Database Administrators Asked by DevelJoe on February 25, 2021
Although this question is very similar, I don’t think that it is also the best approach for my case, though it seemed to work. Consider the following example:
CREATE TABLE messages (
writer VARCHAR(5),
recipient VARCHAR(5),
show_for_writer TINYINT(1), -- 0 for hidden, 1 for display
show_for_recipient TINYINT(1) -- idem
);
I now want to create ONE update query which hides all messages of user x
for him; i.e. which sets show_for_writer
equal to 0 where the writer
is x
, AND which sets show_for_recipient
equal to 0 where the recipient
is x
. Note that I want to make this as efficiently as possible, as this table may contain millions of records (one per message) for countless writer-recipient combinations (composite, non-unique index).
What I’ve tried to make, according to the linked post, is:
UPDATE messages
SET show_for_writer =
CASE
WHEN writer = 'x'
THEN 0
ELSE show_for_writer -- or even better, do nothing; only update if necessary
END
,
show_for_recipient =
CASE WHEN recipient = 'x'
THEN 0
ELSE display_receiver -- or even better, do nothing; only update if necessary
END
WHERE writer = 'x' OR recipient = 'x';
I however feel that this is not ideal AT ALL, because it goes through all the records of the table, and this query may not be done at a regular scale, but not rarely either. What’s the best solution for this? I’m open for any solution, even structural column modification propositions; I’m using MariaDB 10.3.
An Idea I had was maybe to edit the structure as follows:
CREATE TABLE messages (
participants VARCHAR(10) FULLTEXT,
writer VARCHAR(5) NOT NULL,
recipient VARCHAR(5) NOT NULL,
show JSON NOT NULL
);
And do something like:
UPDATE messages
SET show = JSON_REPLACE(messages,'$.x',0)
WHERE MATCH(participants) AGAINST('x');
The problem here is that I query messages if they shall be shown for ‘x’ upon init. Hence, setting show
to a JSON
data type won’t make it possible to index this column, hence to query in f(show
) efficiently. That’s why I thought this idea may not be ideal, but just to show you that I’m basically open even to modifications at the structural level.

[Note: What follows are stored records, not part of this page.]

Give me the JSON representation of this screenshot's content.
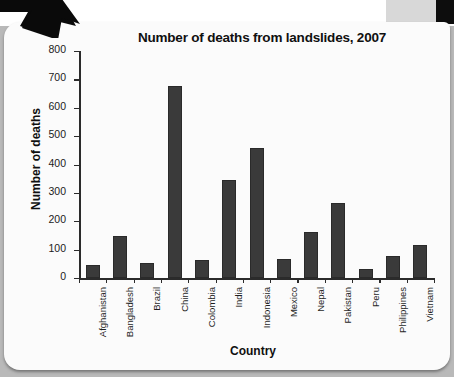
{
  "page": {
    "background_color": "#b9b9b9",
    "card_color": "#fbfbfb",
    "accent_color": "#3a3a3a",
    "arrow_icon": "arrow-down-right-icon"
  },
  "chart_data": {
    "type": "bar",
    "title": "Number of deaths from landslides, 2007",
    "xlabel": "Country",
    "ylabel": "Number of deaths",
    "categories": [
      "Afghanistan",
      "Bangladesh",
      "Brazil",
      "China",
      "Colombia",
      "India",
      "Indonesia",
      "Mexico",
      "Nepal",
      "Pakistan",
      "Peru",
      "Philippines",
      "Vietnam"
    ],
    "values": [
      46,
      148,
      53,
      675,
      65,
      345,
      458,
      67,
      162,
      264,
      31,
      78,
      118
    ],
    "ylim": [
      0,
      800
    ],
    "yticks": [
      0,
      100,
      200,
      300,
      400,
      500,
      600,
      700,
      800
    ],
    "ytick_labels": [
      "0",
      "100",
      "200",
      "300",
      "400",
      "500",
      "600",
      "700",
      "800"
    ],
    "grid": false,
    "legend": false,
    "bar_color": "#3a3a3a"
  }
}
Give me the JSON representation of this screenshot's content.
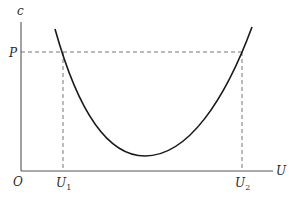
{
  "diagram": {
    "type": "u-shaped cost curve",
    "axes": {
      "y_label": "c",
      "x_label": "U",
      "origin_label": "O"
    },
    "levels": {
      "price_label": "P"
    },
    "x_markers": [
      {
        "label": "U",
        "subscript": "1"
      },
      {
        "label": "U",
        "subscript": "2"
      }
    ],
    "colors": {
      "curve": "#1a1a1a",
      "axis": "#555555",
      "dashed": "#666666"
    }
  }
}
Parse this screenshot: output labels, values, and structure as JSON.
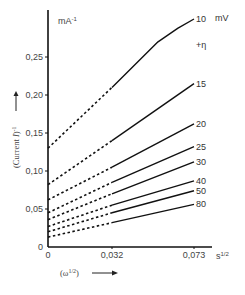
{
  "chart_data": {
    "type": "line",
    "title": "",
    "xlabel": "(ω^1/2)",
    "ylabel": "(Current I)^-1",
    "y_unit": "mA-1",
    "x_unit": "s1/2",
    "legend_title": "+η",
    "legend_unit": "mV",
    "xlim": [
      0,
      0.08
    ],
    "ylim": [
      0,
      0.3
    ],
    "x_ticks": [
      0,
      0.032,
      0.073
    ],
    "x_tick_labels": [
      "0",
      "0,032",
      "0,073"
    ],
    "y_ticks": [
      0,
      0.05,
      0.1,
      0.15,
      0.2,
      0.25
    ],
    "y_tick_labels": [
      "0",
      "0,05",
      "0,10",
      "0,15",
      "0,20",
      "0,25"
    ],
    "grid": false,
    "note": "Dashed segments are extrapolations from x=0.032 back to x=0; solid segments are measured data from x=0.032 to x=0.073",
    "x": [
      0,
      0.032,
      0.073
    ],
    "series": [
      {
        "name": "10",
        "values": [
          0.13,
          0.21,
          0.3
        ],
        "curve_points": [
          [
            0.032,
            0.21
          ],
          [
            0.055,
            0.27
          ],
          [
            0.065,
            0.288
          ],
          [
            0.073,
            0.3
          ]
        ]
      },
      {
        "name": "15",
        "values": [
          0.082,
          0.14,
          0.215
        ]
      },
      {
        "name": "20",
        "values": [
          0.062,
          0.105,
          0.162
        ]
      },
      {
        "name": "25",
        "values": [
          0.045,
          0.085,
          0.132
        ]
      },
      {
        "name": "30",
        "values": [
          0.036,
          0.07,
          0.112
        ]
      },
      {
        "name": "40",
        "values": [
          0.027,
          0.055,
          0.087
        ]
      },
      {
        "name": "50",
        "values": [
          0.02,
          0.045,
          0.074
        ]
      },
      {
        "name": "80",
        "values": [
          0.013,
          0.032,
          0.056
        ]
      }
    ]
  },
  "labels": {
    "y_unit": "mA",
    "y_unit_exp": "-1",
    "x_unit": "s",
    "x_unit_exp": "1/2",
    "legend_unit": "mV",
    "legend_title": "+η",
    "ylabel_main": "(Current ",
    "ylabel_italic": "I",
    "ylabel_end": ")",
    "ylabel_exp": "-1",
    "xlabel_main": "(ω",
    "xlabel_exp": "1/2",
    "xlabel_end": ")"
  }
}
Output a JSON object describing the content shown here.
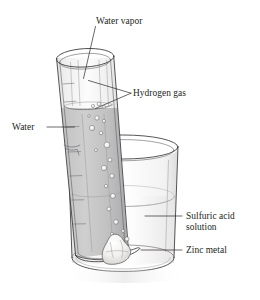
{
  "figure": {
    "type": "science-apparatus-diagram",
    "background_color": "#ffffff",
    "ink_color": "#231f20"
  },
  "labels": [
    {
      "id": "water-vapor",
      "text": "Water vapor",
      "x": 96,
      "y": 24,
      "anchor": "start",
      "points_to": "gas space at top inside the inverted test tube",
      "leader": "M 95.5 26.5 L 83.5 78.5"
    },
    {
      "id": "hydrogen-gas",
      "text": "Hydrogen gas",
      "x": 133,
      "y": 96,
      "anchor": "start",
      "points_to": "collected gas column and rising bubbles inside the test tube",
      "leader_upper": "M 131 93 L 89 81",
      "leader_lower": "M 131 93 L 95.5 108"
    },
    {
      "id": "water",
      "text": "Water",
      "x": 12,
      "y": 130,
      "anchor": "start",
      "points_to": "liquid column standing inside the test tube",
      "leader": "M 47 127 L 74 127"
    },
    {
      "id": "sulfuric-acid-solution",
      "text_line_1": "Sulfuric acid",
      "text_line_2": "solution",
      "x": 186,
      "y": 219,
      "anchor": "start",
      "points_to": "liquid filling the beaker",
      "leader": "M 145 216 L 182 216"
    },
    {
      "id": "zinc-metal",
      "text": "Zinc metal",
      "x": 186,
      "y": 253,
      "anchor": "start",
      "points_to": "lump of metal on the floor of the beaker",
      "leader": "M 141 250 L 182 250"
    }
  ],
  "apparatus": {
    "beaker": {
      "name": "beaker",
      "rim_center_x": 123,
      "rim_center_y": 147,
      "rim_rx": 55,
      "rim_ry": 12,
      "base_center_y": 263,
      "base_rx": 50,
      "base_ry": 11,
      "glass_tint": "#f3f3f4"
    },
    "test_tube": {
      "name": "test-tube",
      "tilt_degrees": 13,
      "mouth_center_x": 85,
      "mouth_center_y": 58,
      "mouth_rx": 29,
      "mouth_ry": 9,
      "closed_end_y": 258,
      "glass_tint": "#c2c2c3"
    },
    "liquid_level_in_tube_y": 108,
    "liquid_level_in_beaker_y": 196,
    "zinc_lump": {
      "name": "zinc-metal-lump",
      "center_x": 116,
      "center_y": 246,
      "fill": "#efeeec"
    },
    "bubble_count": 17
  },
  "palette": {
    "outline": "#3a3738",
    "gas_fill": "#e9e9ea",
    "water_fill": "#bdbdbe",
    "acid_fill": "#f0f0f1",
    "shadow": "#d6d6d7"
  }
}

Otherwise I could simply fire two subsequent UPDATE
statements, like so:
UPDATE messages
SET show_for_writer = 0
WHERE writer = 'x';
UPDATE messages
SET show_for_recipient = 0
WHERE recipient = 'x';
But I really prefer to stick to using one query per action. Help please!
Check the example here, with the update query to be otpimized to avoid going over all records of the table:
Do two UPDATEs
.
And have a PRIMARY KEY
And two secondary indexes:
INDEX(recipient),
INDEX(writer)
If you are concerned about ACIT integrity, make a transaction:
BEGIN;
UPDATE ... WHERE writer...
UPDATE ... WHERE recipient...
COMMIT;
Correct answer by Rick James on February 25, 2021
I'm not sure I understand what's wrong with using this syntax?
UPDATE messages
SET show_for_writer =
CASE
WHEN writer = 'x'
THEN 0
ELSE show_for_writer -- or even better, do nothing; only update if necessary
END
,
show_for_recipient =
CASE WHEN recipient = 'x'
THEN 0
ELSE display_receiver -- or even better, do nothing; only update if necessary
END
WHERE writer = 'x' OR recipient = 'x';
No matter what solution you choose, every record will need to be checked for if the writer
or recipient
is the provided value, from a query standpoint.
Having proper indexing on those fields is how you ensure the most efficient UPDATE via index seek operations that only seek the values of your WHERE clause from a B-Tree (and therefore reduces how many data points need to be analyzed to find the records that need to be updated).